Is translating more difficult than writing an original poem? Every piece of writing has its own difficulty. Some poems are born whole, sliding into the world with confidence and joy, as in some human births. But as any mother knows about some births too, some poems are shy and hesitant and take too long, or sometimes die before they see the light. Every poet keeps some memory of poems lingering at the tip of the tongue but refuse to take shape in words, images, sound, metaphor-whatever it is that gives a poem existence. So every poem has its own difficulties. Translation, too, yields its own frustrations. Translating prose is probably not as difficult, but translating poetry is particularly difficult because poetry trades in attitudes more than in meanings. There are so many more things unsaid in poetry than what are actually stated in words. The true universe of poetry is the universe of feelings, silent but replete with sensations. The equivalences of word and feeling are not always the same from one language to the next. The translator traverses uncertain the uncertain pathways of language to connect these labyrinths of feelings. His or her ear for both languages must be subtle or else he or she will miss the nuances. And he or she must always remember that the humbling fact that the poem does not belong to him. He cannot take liberties with it because the original poem stands solid as a monument to chide his failure or disrespect. This is equally hard. Whether this is harder or easier than writing an original poem, I do not wish to say. What I could say is this: Whatever the difficulty might be, it is important that one enjoys the work, the writing, or the translation. Luckily for this collection of Adonis, it had been more joy than hard work.
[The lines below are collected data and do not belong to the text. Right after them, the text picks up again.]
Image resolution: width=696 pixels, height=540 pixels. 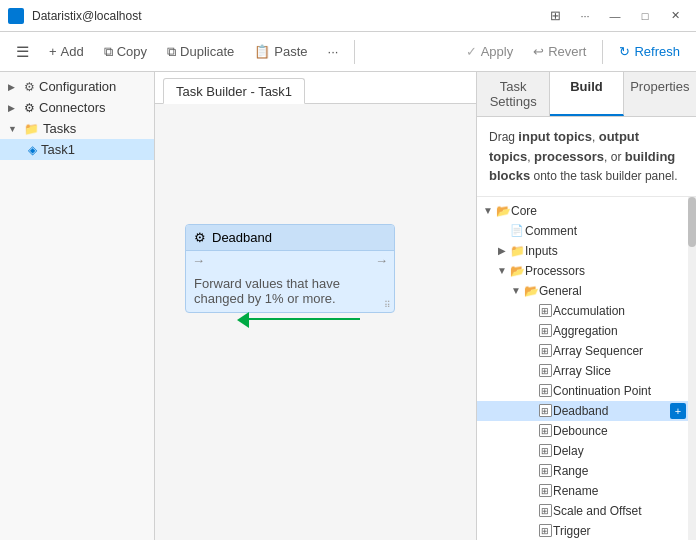 I want to click on rtree-item-continuation-point: ⊞ Continuation Point, so click(x=586, y=391).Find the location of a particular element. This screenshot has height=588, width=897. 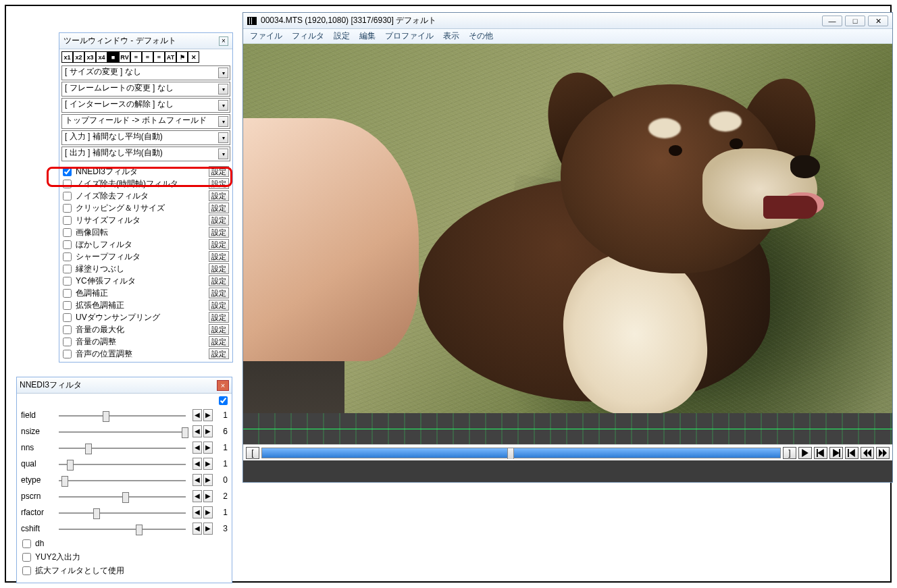

zoom-x2-button: x2 is located at coordinates (78, 57).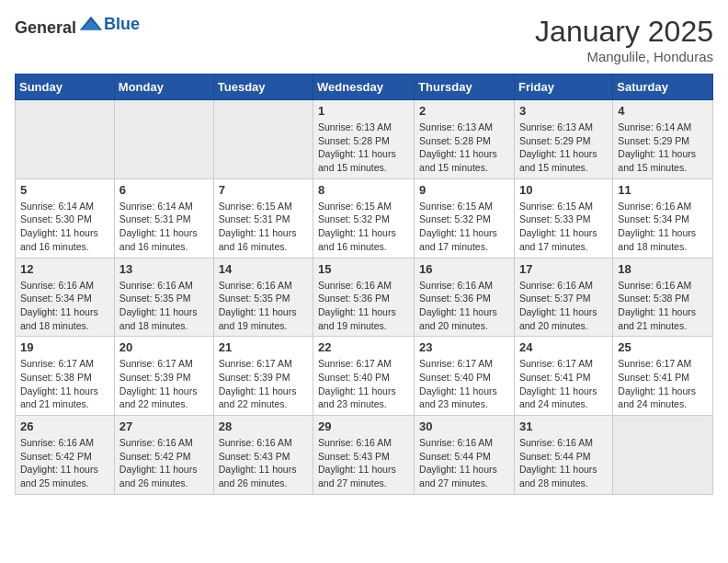 This screenshot has height=563, width=728. What do you see at coordinates (624, 40) in the screenshot?
I see `title-block: January 2025 Mangulile, Honduras` at bounding box center [624, 40]. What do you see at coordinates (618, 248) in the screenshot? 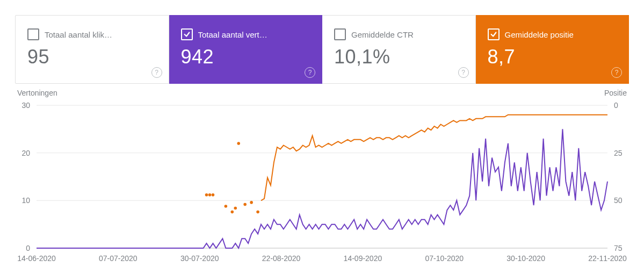
I see `svg-text: 75` at bounding box center [618, 248]. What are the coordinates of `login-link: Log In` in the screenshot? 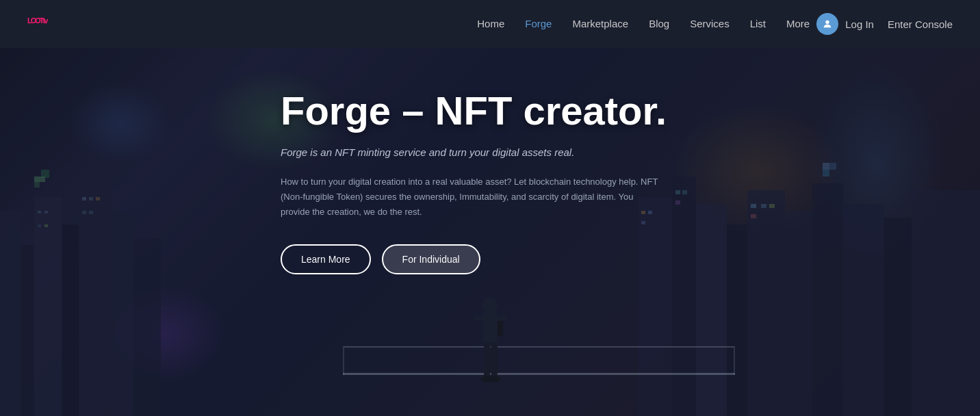 It's located at (860, 25).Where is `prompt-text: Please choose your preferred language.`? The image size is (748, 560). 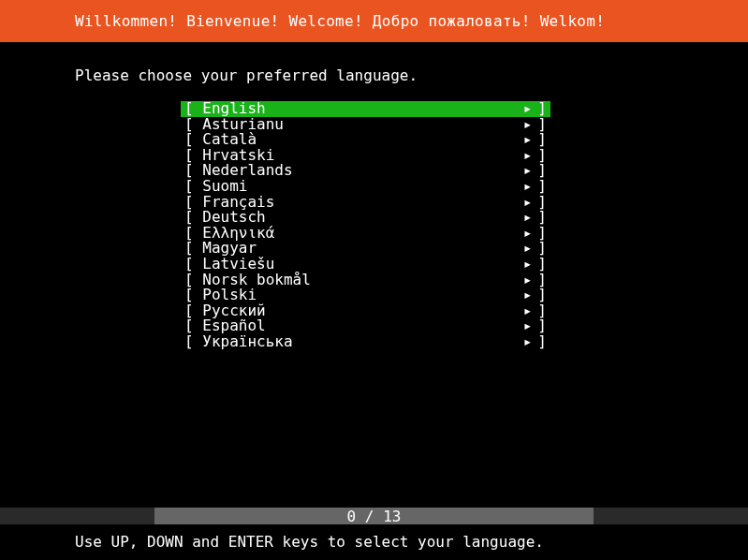
prompt-text: Please choose your preferred language. is located at coordinates (374, 71).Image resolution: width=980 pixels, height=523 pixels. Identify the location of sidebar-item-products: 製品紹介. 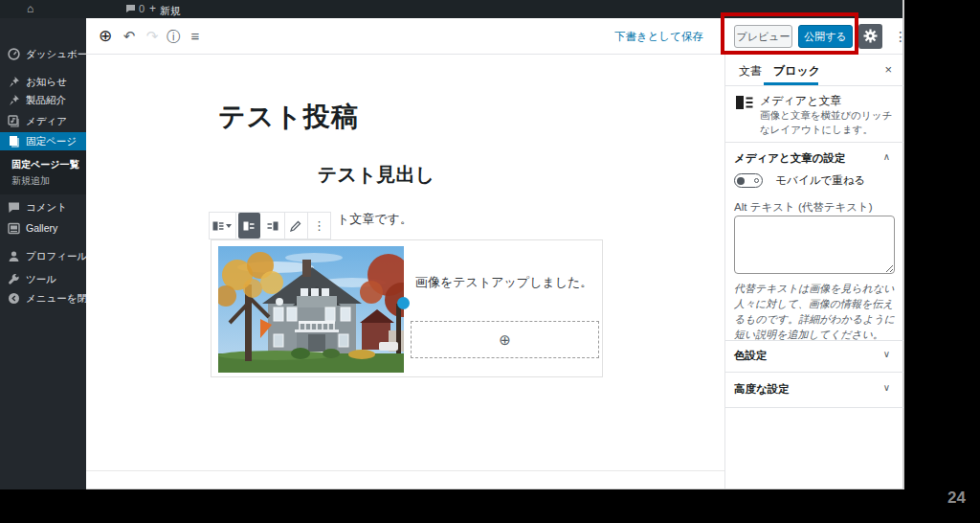
(43, 100).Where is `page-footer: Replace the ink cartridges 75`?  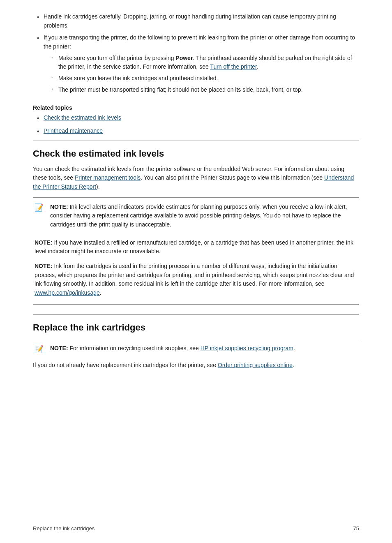 page-footer: Replace the ink cartridges 75 is located at coordinates (196, 529).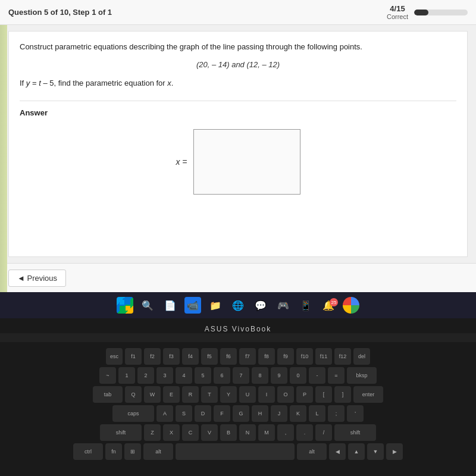  Describe the element at coordinates (171, 356) in the screenshot. I see `key-f3: f3` at that location.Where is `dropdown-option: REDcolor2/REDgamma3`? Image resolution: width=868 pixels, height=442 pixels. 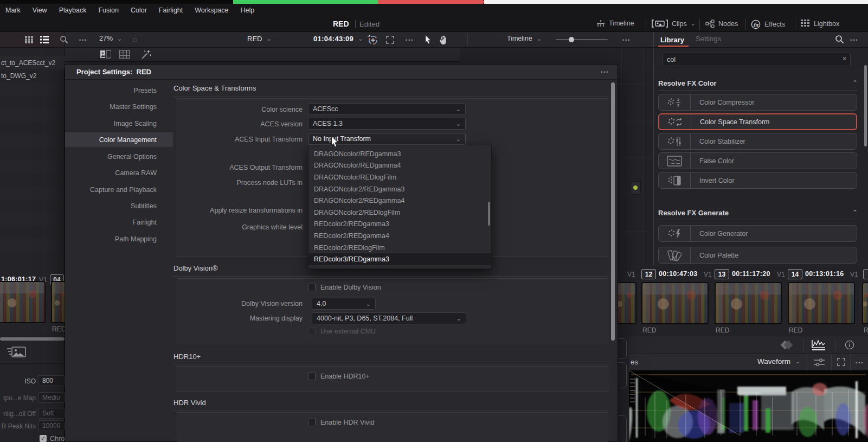 dropdown-option: REDcolor2/REDgamma3 is located at coordinates (400, 225).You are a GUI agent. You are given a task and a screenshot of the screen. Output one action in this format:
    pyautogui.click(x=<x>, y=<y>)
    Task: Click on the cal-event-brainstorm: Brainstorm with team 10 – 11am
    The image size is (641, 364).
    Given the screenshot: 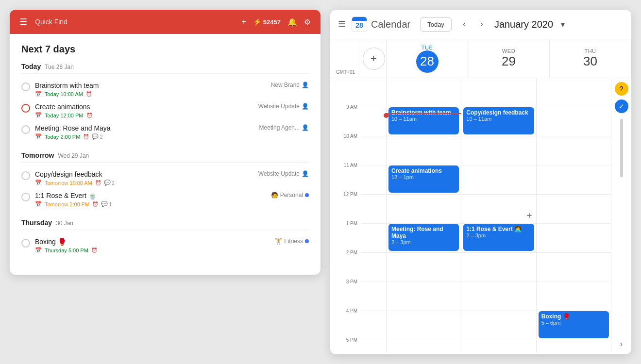 What is the action you would take?
    pyautogui.click(x=423, y=121)
    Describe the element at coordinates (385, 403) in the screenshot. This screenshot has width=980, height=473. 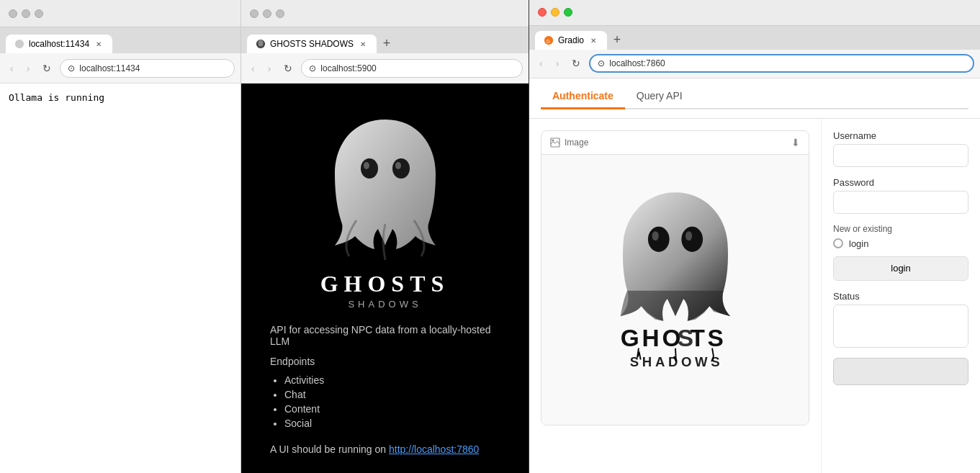
I see `ghost-endpoints-list: Activities Chat Content Social` at that location.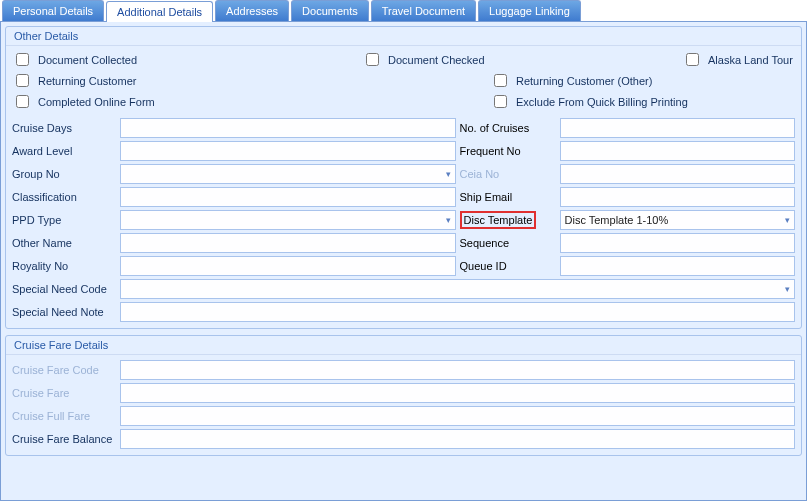  Describe the element at coordinates (288, 128) in the screenshot. I see `input-cruise-days` at that location.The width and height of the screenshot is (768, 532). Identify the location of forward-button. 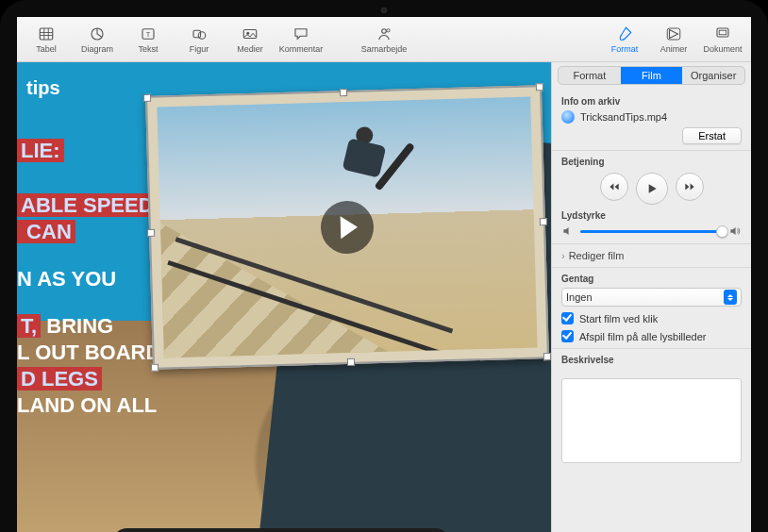
(690, 187).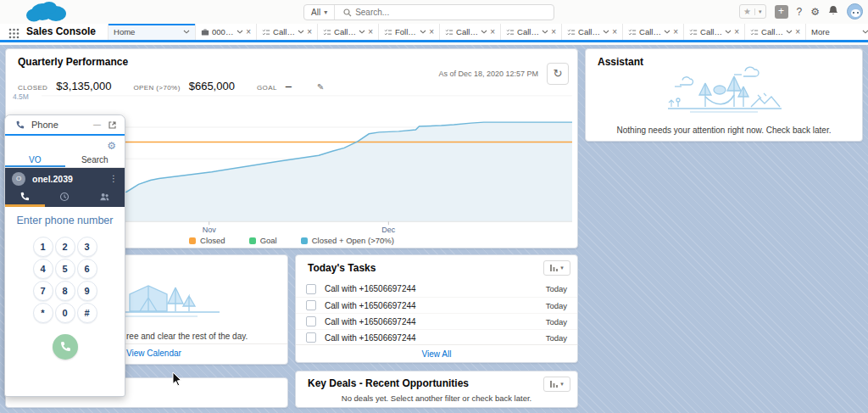  Describe the element at coordinates (223, 32) in the screenshot. I see `tab-label: 00001…` at that location.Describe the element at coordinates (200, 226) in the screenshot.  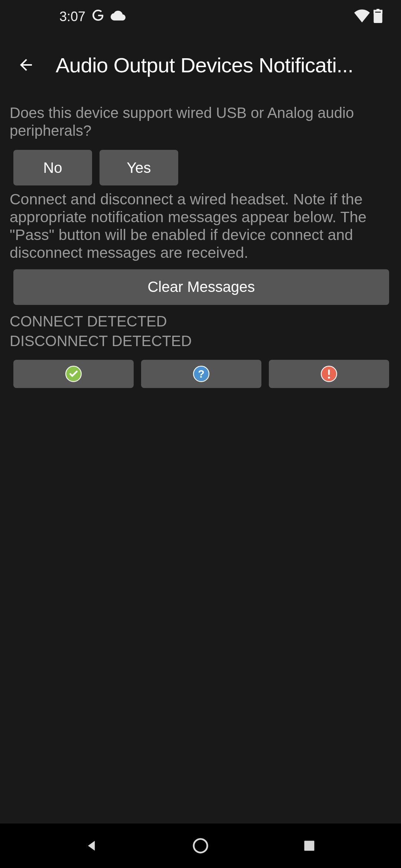
I see `instructions-text: Connect and disconnect a wired headset. …` at that location.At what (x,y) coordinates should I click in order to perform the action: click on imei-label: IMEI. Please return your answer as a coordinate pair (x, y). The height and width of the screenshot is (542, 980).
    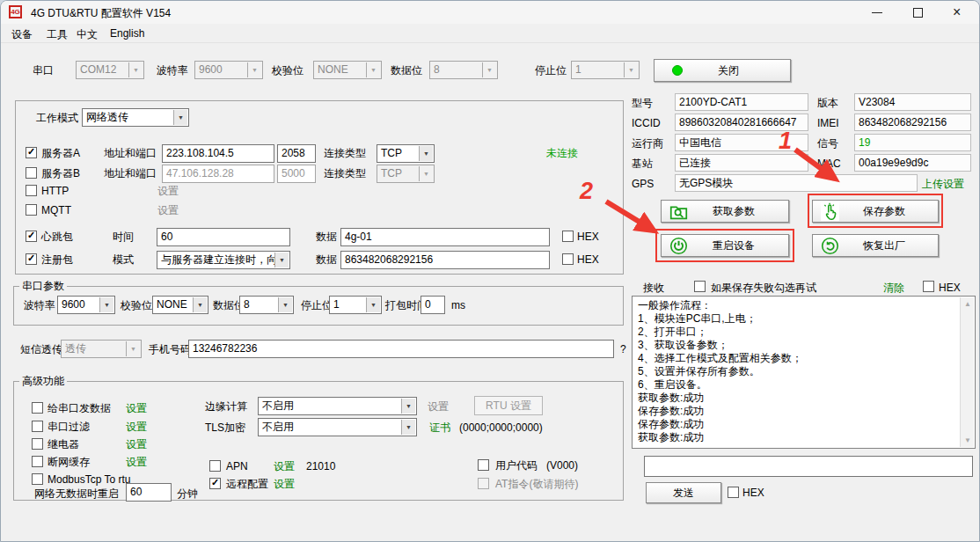
    Looking at the image, I should click on (829, 123).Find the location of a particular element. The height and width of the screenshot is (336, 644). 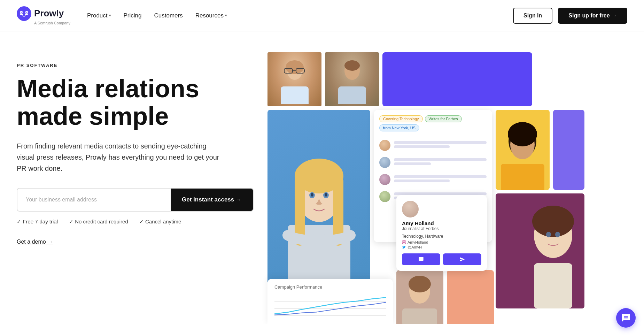

contact-line-name2 is located at coordinates (440, 160). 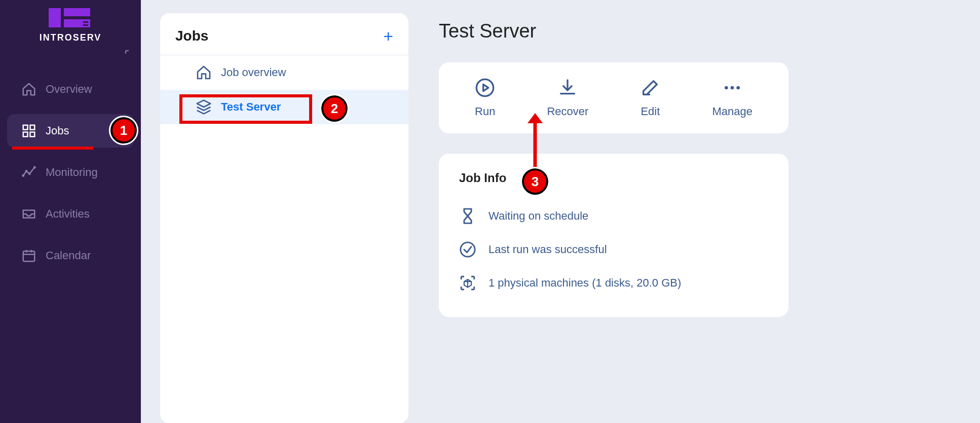 I want to click on job-list-item-label: Job overview, so click(x=253, y=73).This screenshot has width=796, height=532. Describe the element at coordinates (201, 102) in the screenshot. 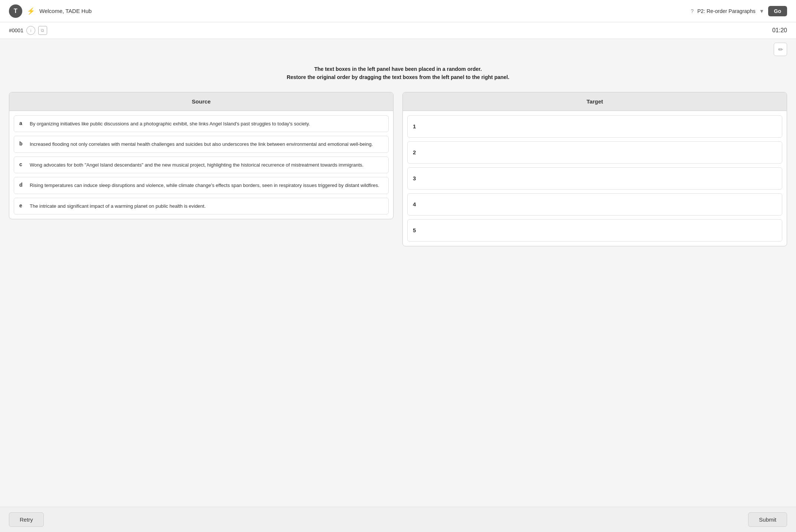

I see `source-panel-header: Source` at that location.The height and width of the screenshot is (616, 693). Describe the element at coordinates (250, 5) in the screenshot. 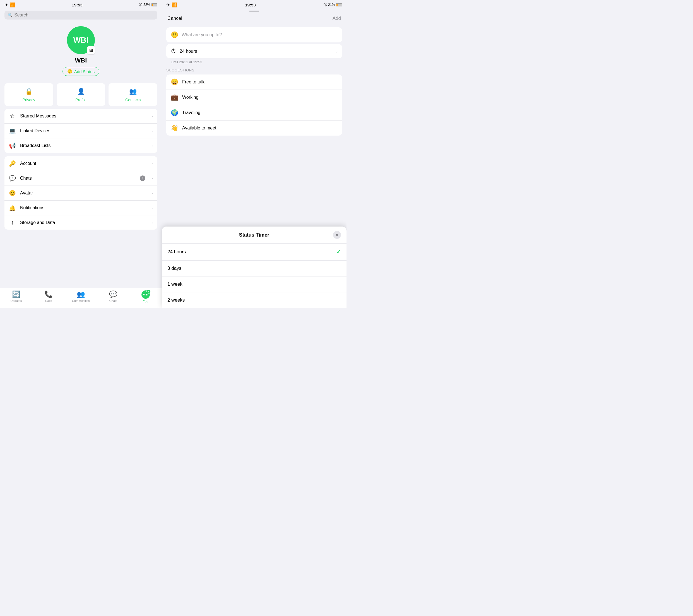

I see `time-right: 19:53` at that location.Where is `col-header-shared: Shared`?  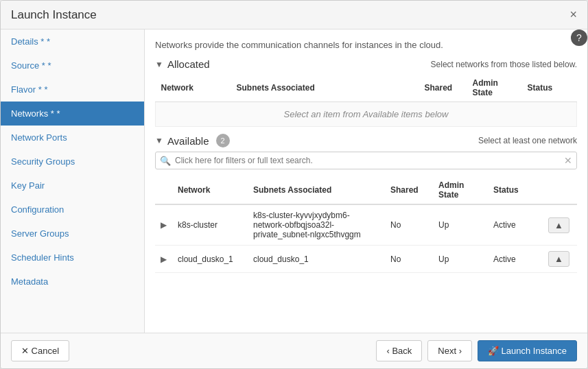 col-header-shared: Shared is located at coordinates (443, 88).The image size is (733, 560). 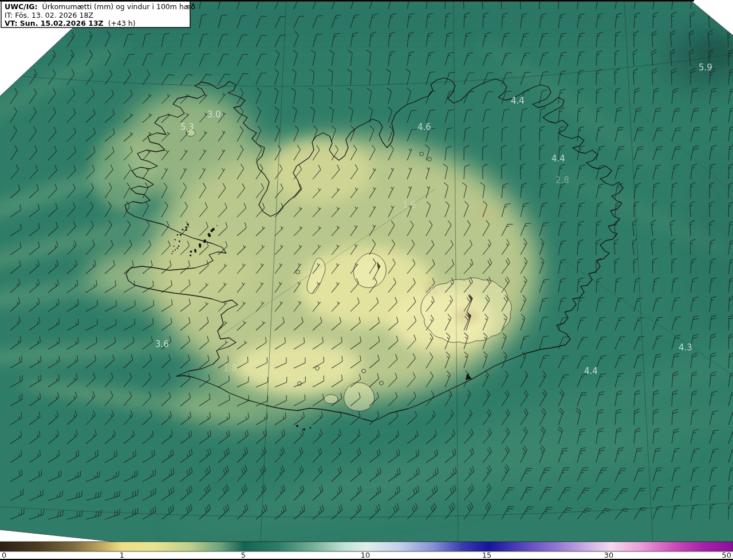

What’s the most difficult poem you’ve translated from the book? "Suwat sa Sugarol". The reasons are easy enough to imagine. Gambling is absolutely alien to me. The idioms of gambling might as well be Greek as far as I am concerned. This is one reason. The other reason is that the idioms of gambling in English would absolutely be different from the Cebuano idioms in the same field. I wrote a note to Adonis: "The best way to translate this is to get the English gamblers' idioms. But Cebuano idioms are also culturally unique. If we Anglicize it too much, we might lose our own cultural context. This is a midway job." He had to pitch in to help me understand some words and phrases. But these difficulties, real as they are, were really more technical. The personality itself of the gambler was delightfully clear, the pathos of aging, mingling with the macho bravado, the invincible gambler's spirit winning over the odds of common sense and ordinary morality. We don't really know whether we did a good job of translation. Finally, Adonis had to settle with what he got. It must have seemed to him like a heroic effort even if it may lack the incisiveness and precision of the original.